An exhibition of Parks’ rare color photographs, entitled “Gordon Parks: Segregation Story,” will go on view this fall at The High Museum of Art in Atlanta. The photos capture a particularly disturbing moment in American history, captured via the lives of an African American family, the Thorntons, living under Jim Crow segregation in 1950s Alabama.
The images, originally titled “The Restraints: Open and Hidden,” were first taken for a photo essay for Life Magazine in 1956. The essay chronicles the lesser-seen daily effects of racial discrimination, revealing how prejudice pervades even the most banal and personal of daily occurrences. Parks doesn’t photograph protests, rallies, acts of violence or momentous milestones in civil rights history. No, he prefers the quieter moments in and around the home.
Some photos focus on inequality — a “colored” line at an ice cream stand or black children window shopping amongst all white mannequins. Others hint ominously at violence, as one child plays with a gun and another examines it solemnly. Such images are especially haunting in retrospect, considering the recent death toll of American black men in this country, over half a century after these photographs were taken.

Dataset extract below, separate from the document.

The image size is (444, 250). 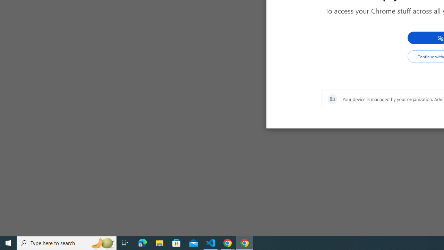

Yet the majority of Parks’ photos focus on the positive over the negative, showing a different breed of civil rights documentation. In the image below, for example, Mr. and Mrs. Albert Thornton sit firmly, proud and composed, affirming their existence. Instead of highlighting discrimination here, Parks emphasizes the similarities that bind all Americans: spending time in the home, being with family, exploring nature. Parks’ images revealed what so many Americans struggled to understand: the human link that connects us all.